Some appreciation in the currency was expected for the beginning of this year due to the vote on the 2022 budget law, in December last year.
After the constitutional amendment of the precatories, which opened BRL 100 billion in the 2022 Budget, the vote on the budget law established a size for the fiscal hole.
Decompression occurred, but much more intensely than anyone imagined. Other factors contributed.
Two main factors explain the strengthening of the real, which on Friday (25) closed at R$4.74 per dollar.
The first was the resumption of a compensation mechanism between the real and the price of commodities. Since the exchange rate fluctuation in early 1999, whenever commodities in the international market become more expensive, the real appreciates, and vice versa.
This balancing mechanism exists, as we are a major exporter of raw materials. Whenever commodities become more expensive in the international market, we get richer, and, consequently, our currency appreciates, and vice versa.
Between May 2020 and November 2021, this balance ceased to exist. When the epidemic hit, the price of commodities plummeted — there was a week when the price of oil went negative, as it was charged to store — and our currency devalued from BRL 4.3 to up to BRL 5.8, in May 2020.
When the very strong recovery of the world economy took place, commodity prices rose a lot. They doubled from the low point observed in April 2020. I think that the increase in risk perception, due to the impact of the epidemic on spending beyond the government ceiling, neutralized the seesaw effect between the real and the price of commodities. Instead of going back to R$4 per dollar, our currency was hovering around R$5.5. This neutralization explains an important part of the inflationary shock here: if the exchange rate had behaved normally, part of the inflationary effect of rising commodity prices would have been offset by the appreciation of the real.
Since December 2021, the seesaw effect has started to work again, and part of the currency appreciation results from the rise in commodity prices. The currencies of other commodity-exporting economies have appreciated as well.
But there seems to be a third factor contributing to the appreciation of our currency. The war in Europe in one region, Eastern Europe, with several emerging countries has improved the relative risk perception of Latin America. In this “ugliness contest”, we get a little better.
Finally, there are signs that rising interest rates are contributing to currency movement.
The joint action of these four factors — removing the goat of the 2022 budget law from the room, the return to the seesaw price of raw materials and exchange rates, the relative improvement in Latin America due to the war and the greater interest differential — seems to explain the currency movement, which went from BRL 5.74 on December 21 to BRL 4.74 last Friday. Incredible appreciation of R$1 per dollar.
It is very difficult to build a scenario for the exchange rate. My assessment is that the current appreciation will at some point cease and, throughout the electoral process, we will experience a lot of volatility, with the real devaluing a little.
At the end of the year, with the resumption of a structural fiscal adjustment path by the new government, we should return to a slow path of strengthening our currency.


The required output is the line containing "Highlight *table*." followed by every line after it to the end of the listing, each written out exactly.

-=-=-

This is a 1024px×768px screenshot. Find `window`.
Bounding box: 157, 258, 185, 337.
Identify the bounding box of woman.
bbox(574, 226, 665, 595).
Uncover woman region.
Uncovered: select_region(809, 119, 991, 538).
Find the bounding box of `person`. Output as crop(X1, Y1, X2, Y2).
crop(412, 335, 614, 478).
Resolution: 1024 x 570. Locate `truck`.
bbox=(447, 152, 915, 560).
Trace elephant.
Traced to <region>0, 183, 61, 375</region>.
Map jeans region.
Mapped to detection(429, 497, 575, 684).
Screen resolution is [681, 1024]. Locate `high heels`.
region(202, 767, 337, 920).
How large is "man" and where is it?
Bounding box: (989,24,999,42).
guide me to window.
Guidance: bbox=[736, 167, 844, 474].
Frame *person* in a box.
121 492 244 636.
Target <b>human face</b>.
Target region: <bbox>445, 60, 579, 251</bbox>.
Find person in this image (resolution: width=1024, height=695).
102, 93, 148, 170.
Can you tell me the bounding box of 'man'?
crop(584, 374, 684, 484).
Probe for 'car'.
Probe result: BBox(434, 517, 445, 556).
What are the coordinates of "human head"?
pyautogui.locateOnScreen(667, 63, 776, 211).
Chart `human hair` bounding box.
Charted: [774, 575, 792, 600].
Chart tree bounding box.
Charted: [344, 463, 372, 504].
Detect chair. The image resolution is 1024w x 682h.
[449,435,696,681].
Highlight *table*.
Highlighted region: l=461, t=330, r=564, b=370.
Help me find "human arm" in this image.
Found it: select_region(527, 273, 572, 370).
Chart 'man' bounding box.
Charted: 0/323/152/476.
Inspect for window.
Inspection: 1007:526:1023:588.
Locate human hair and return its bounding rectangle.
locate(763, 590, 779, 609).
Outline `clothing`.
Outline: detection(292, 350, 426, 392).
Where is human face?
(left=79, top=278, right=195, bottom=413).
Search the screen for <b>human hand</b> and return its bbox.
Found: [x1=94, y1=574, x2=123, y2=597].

-=-=-

__Response box__
Highlight *table*.
Highlighted region: l=461, t=330, r=564, b=370.
Help me find "human arm" in this image.
Found it: select_region(527, 273, 572, 370).
Chart 'man' bounding box.
Charted: 0/323/152/476.
Inspect for window.
Inspection: 1007:526:1023:588.
Locate human hair and return its bounding rectangle.
locate(763, 590, 779, 609).
Outline `clothing`.
Outline: detection(292, 350, 426, 392).
Where is human face?
(left=79, top=278, right=195, bottom=413).
Search the screen for <b>human hand</b> and return its bbox.
Found: [x1=94, y1=574, x2=123, y2=597].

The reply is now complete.